The tower is part of an expansion planned since an issuance of a Certificate of Need from the DOH in 2017, which called for the relocation of 242 licensed acute care beds from the then-existing Bremerton branch of Harrison Medical Center to the Silverdale branch. A total of 336 beds would be located at the Silverdale campus following the two phases of completion.
Additionally, the document specifies that if Phase 2 is not completed within five years after the completion of Phase 1, then “any remaining bed authorization not meeting licensing requirements shall be forfeited.” Phase 1 was completed in 2020.
Originally expected to completed in January 2023, documents say, the last update on the tower was issued last May.
It’s a delay that Susan Young and Save Secular Healthcare WA, a grassroots group that dedicates itself to the pursuit of “affordable, comprehensive and equitable healthcare for all Washingtonians,” said is unacceptable, and the hospital should be held responsible.
Young said her group is asking that the medical center not be allowed to add the 74 beds because there is no place to put them and no way for a second tower to be built by the December 2025 deadline.
The organization filed an official complaint to the DOH March 3. It also has 93 signatures on a petition calling for the Certificate of Need be suspended and revoked.
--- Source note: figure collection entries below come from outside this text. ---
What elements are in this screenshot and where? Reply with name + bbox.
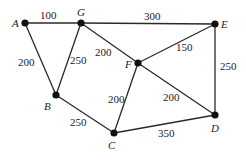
weight-F-D: 200 [163, 91, 180, 103]
node-E [211, 20, 218, 27]
edge-weights: 100300200250200150250200200250350 [18, 9, 237, 139]
node-label-D: D [210, 122, 219, 134]
weight-A-B: 200 [18, 56, 35, 68]
weighted-graph-diagram: 100300200250200150250200200250350 AGEFBC… [0, 0, 246, 163]
edge-F-D [138, 63, 215, 115]
node-C [110, 129, 117, 136]
node-label-A: A [11, 17, 19, 29]
node-B [52, 91, 59, 98]
weight-E-D: 250 [220, 60, 237, 72]
weight-A-G: 100 [40, 9, 57, 21]
node-label-G: G [77, 6, 85, 18]
weight-F-C: 200 [108, 93, 125, 105]
node-label-B: B [44, 100, 51, 112]
edge-G-E [81, 23, 215, 24]
node-label-E: E [220, 18, 228, 30]
node-labels: AGEFBCD [11, 6, 228, 151]
node-D [211, 111, 218, 118]
node-A [21, 19, 28, 26]
node-label-F: F [124, 58, 132, 70]
weight-G-E: 300 [144, 10, 161, 22]
weight-G-F: 200 [95, 46, 112, 58]
weight-G-B: 250 [70, 54, 87, 66]
node-F [134, 59, 141, 66]
node-label-C: C [108, 139, 116, 151]
weight-F-E: 150 [176, 41, 193, 53]
weight-C-D: 350 [158, 127, 175, 139]
node-G [77, 19, 84, 26]
edges [25, 23, 215, 133]
weight-B-C: 250 [70, 116, 87, 128]
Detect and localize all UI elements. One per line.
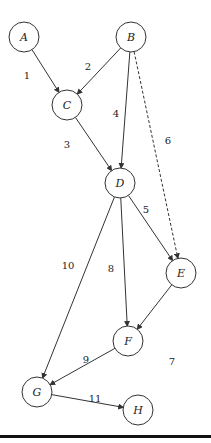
node-label: F — [123, 335, 132, 348]
node-B: B — [116, 22, 146, 52]
edge-label: 11 — [89, 393, 102, 404]
node-label: D — [115, 177, 125, 190]
node-E: E — [166, 258, 196, 288]
edge-D-F — [121, 198, 127, 326]
edge-D-E — [128, 195, 172, 260]
node-label: E — [176, 267, 185, 280]
node-D: D — [105, 168, 135, 198]
bottom-rule — [0, 435, 211, 438]
node-label: B — [126, 31, 135, 44]
edge-B-E — [134, 52, 178, 259]
edge-G-H — [52, 395, 123, 408]
edge-B-D — [121, 52, 130, 168]
edge-A-C — [32, 50, 59, 93]
node-label: H — [132, 404, 143, 417]
graph-diagram: 1234567891011 ABCDEFGH — [0, 0, 211, 443]
node-label: G — [33, 386, 42, 399]
edge-D-G — [43, 197, 115, 378]
edge-C-D — [75, 117, 111, 170]
edge-label: 9 — [83, 354, 89, 365]
node-C: C — [52, 90, 82, 120]
edge-label: 6 — [165, 135, 171, 146]
edge-label: 7 — [169, 356, 175, 367]
edge-label: 3 — [64, 139, 70, 150]
node-label: A — [19, 31, 28, 44]
edge-label: 4 — [113, 108, 119, 119]
edge-label: 1 — [24, 70, 30, 81]
node-H: H — [123, 395, 153, 425]
edge-label: 5 — [143, 204, 149, 215]
edge-label: 10 — [62, 260, 75, 271]
edge-B-C — [77, 48, 120, 94]
node-A: A — [9, 22, 39, 52]
node-F: F — [113, 326, 143, 356]
edge-label: 2 — [85, 61, 91, 72]
node-label: C — [63, 99, 72, 112]
edge-label: 8 — [108, 263, 114, 274]
edge-E-F — [137, 285, 172, 329]
node-G: G — [22, 377, 52, 407]
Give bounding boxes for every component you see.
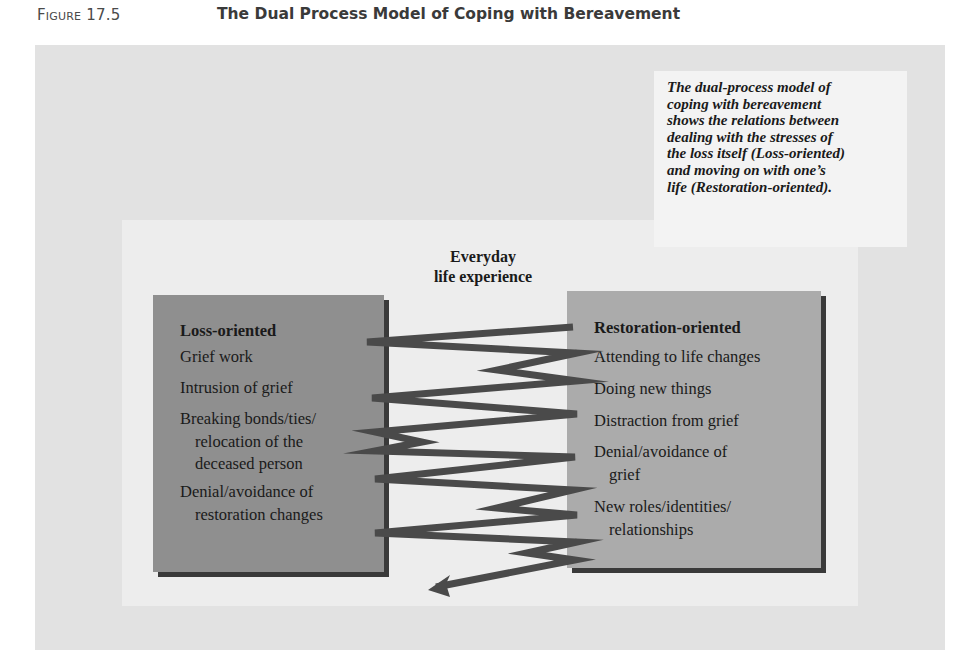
everyday-life-label: Everyday life experience xyxy=(393,247,573,287)
caption-line: coping with bereavement xyxy=(667,96,903,113)
restoration-item-denial-grief: Denial/avoidance of grief xyxy=(594,441,727,486)
everyday-label-line: Everyday xyxy=(393,247,573,267)
restoration-item-life-changes: Attending to life changes xyxy=(594,346,760,369)
item-text: Doing new things xyxy=(594,379,711,398)
restoration-oriented-box: Restoration-oriented Attending to life c… xyxy=(567,291,821,568)
caption-line: The dual-process model of xyxy=(667,79,903,96)
caption-line: the loss itself (Loss-oriented) xyxy=(667,145,903,162)
item-text-continued: relationships xyxy=(594,519,731,542)
item-text: Grief work xyxy=(180,347,253,366)
loss-item-denial-restoration: Denial/avoidance of restoration changes xyxy=(180,481,323,526)
caption-line: dealing with the stresses of xyxy=(667,129,903,146)
figure-title: The Dual Process Model of Coping with Be… xyxy=(217,5,680,23)
restoration-item-new-things: Doing new things xyxy=(594,378,711,401)
caption-line: and moving on with one’s xyxy=(667,162,903,179)
caption-text: The dual-process model of coping with be… xyxy=(667,79,903,195)
restoration-oriented-heading: Restoration-oriented xyxy=(594,318,741,338)
everyday-label-line: life experience xyxy=(393,267,573,287)
restoration-item-distraction: Distraction from grief xyxy=(594,410,739,433)
item-text-continued: deceased person xyxy=(180,453,316,476)
caption-line: life (Restoration-oriented). xyxy=(667,179,903,196)
item-text-continued: restoration changes xyxy=(180,504,323,527)
caption-box: The dual-process model of coping with be… xyxy=(654,71,907,247)
item-text: Attending to life changes xyxy=(594,347,760,366)
restoration-item-new-roles: New roles/identities/ relationships xyxy=(594,496,731,541)
item-text-continued: grief xyxy=(594,464,727,487)
item-text: New roles/identities/ xyxy=(594,496,731,519)
item-text: Breaking bonds/ties/ xyxy=(180,408,316,431)
item-text: Denial/avoidance of xyxy=(594,441,727,464)
loss-item-grief-work: Grief work xyxy=(180,346,253,369)
loss-oriented-box: Loss-oriented Grief work Intrusion of gr… xyxy=(153,295,384,572)
figure-label: Figure 17.5 xyxy=(37,6,120,24)
loss-item-breaking-bonds: Breaking bonds/ties/ relocation of the d… xyxy=(180,408,316,476)
loss-oriented-heading: Loss-oriented xyxy=(180,321,276,341)
item-text: Distraction from grief xyxy=(594,411,739,430)
loss-item-intrusion: Intrusion of grief xyxy=(180,377,293,400)
caption-line: shows the relations between xyxy=(667,112,903,129)
item-text: Denial/avoidance of xyxy=(180,481,323,504)
item-text: Intrusion of grief xyxy=(180,378,293,397)
item-text-continued: relocation of the xyxy=(180,431,316,454)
The petition also calls out the hospital for failing to meet charity care obligations and publishing false information on capital spending concerning the project.
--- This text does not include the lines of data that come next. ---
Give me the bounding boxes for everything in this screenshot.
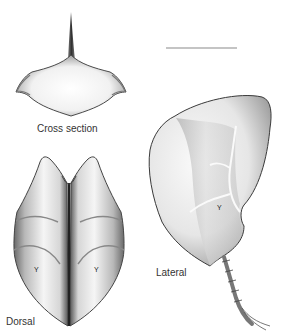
dorsal-left-valve: [14, 157, 68, 326]
cross-section-label: Cross section: [37, 123, 98, 134]
lateral-label: Lateral: [156, 267, 187, 278]
lateral-view: Y: [149, 96, 271, 330]
dorsal-label: Dorsal: [6, 316, 35, 327]
dorsal-eyespot-right: Y: [94, 266, 99, 273]
dorsal-right-valve: [70, 157, 124, 326]
figure-illustration: Y Y Y: [0, 0, 286, 335]
cross-section-body: [16, 55, 126, 116]
cross-section-spine: [68, 12, 75, 60]
lateral-eyespot: Y: [217, 204, 222, 211]
dorsal-eyespot-left: Y: [34, 266, 39, 273]
cross-section-view: [16, 12, 126, 116]
dorsal-view: Y Y: [14, 157, 124, 326]
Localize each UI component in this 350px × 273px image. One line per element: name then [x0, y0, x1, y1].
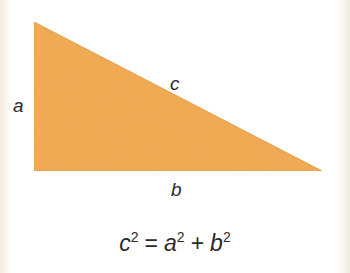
pythagorean-formula: c2=a2+b2: [0, 230, 350, 255]
formula-c-exponent: 2: [131, 229, 139, 245]
formula-b: b: [210, 230, 223, 256]
formula-equals: =: [145, 230, 158, 256]
triangle-shape: [34, 22, 322, 171]
side-c-label: c: [170, 74, 180, 93]
formula-b-exponent: 2: [223, 229, 231, 245]
formula-a: a: [164, 230, 177, 256]
formula-plus: +: [191, 230, 204, 256]
side-a-label: a: [13, 96, 24, 115]
formula-c: c: [119, 230, 131, 256]
formula-a-exponent: 2: [177, 229, 185, 245]
side-b-label: b: [171, 180, 182, 199]
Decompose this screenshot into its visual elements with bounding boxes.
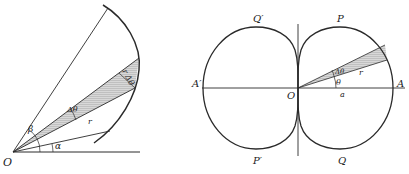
label-P-prime: P′: [252, 155, 263, 166]
label-radius: r: [359, 68, 364, 77]
label-alpha: α: [55, 141, 61, 151]
label-delta-theta: Δθ: [66, 105, 78, 114]
label-a: a: [340, 90, 345, 99]
label-A-prime: A′: [191, 78, 202, 89]
label-theta: θ: [336, 78, 341, 87]
label-delta-theta: Δθ: [334, 68, 345, 76]
label-P: P: [336, 13, 344, 24]
diagram-canvas: O β α Δθ r r Δθ O A A′ P Q′ P′ Q θ Δθ r …: [0, 0, 409, 174]
label-A: A: [396, 78, 404, 89]
label-radius: r: [88, 117, 93, 126]
label-Q-prime: Q′: [253, 13, 264, 24]
wedge-lower-edge: [13, 88, 135, 152]
right-figure: O A A′ P Q′ P′ Q θ Δθ r a: [191, 13, 405, 166]
label-beta: β: [27, 124, 33, 134]
label-origin: O: [3, 156, 12, 169]
label-Q: Q: [338, 155, 346, 166]
alpha-angle-arc: [52, 144, 53, 152]
left-figure: O β α Δθ r r Δθ: [3, 5, 140, 169]
label-origin: O: [287, 90, 295, 101]
wedge-upper-edge: [298, 45, 385, 88]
Young said a denied extension could open the door to better care in Kitsap. “Our ultimate goal is to open the possibility that another healthcare provider might be able to apply at some point to build a small community hospital in Kitsap County,” she said.
She added her group is worried. “There is concern that rather than hold SMMC accountable, the DOH will quietly grant an extension to SMMC,” she said, “effectively enabling them to retain their monopoly on hospital beds in the county.”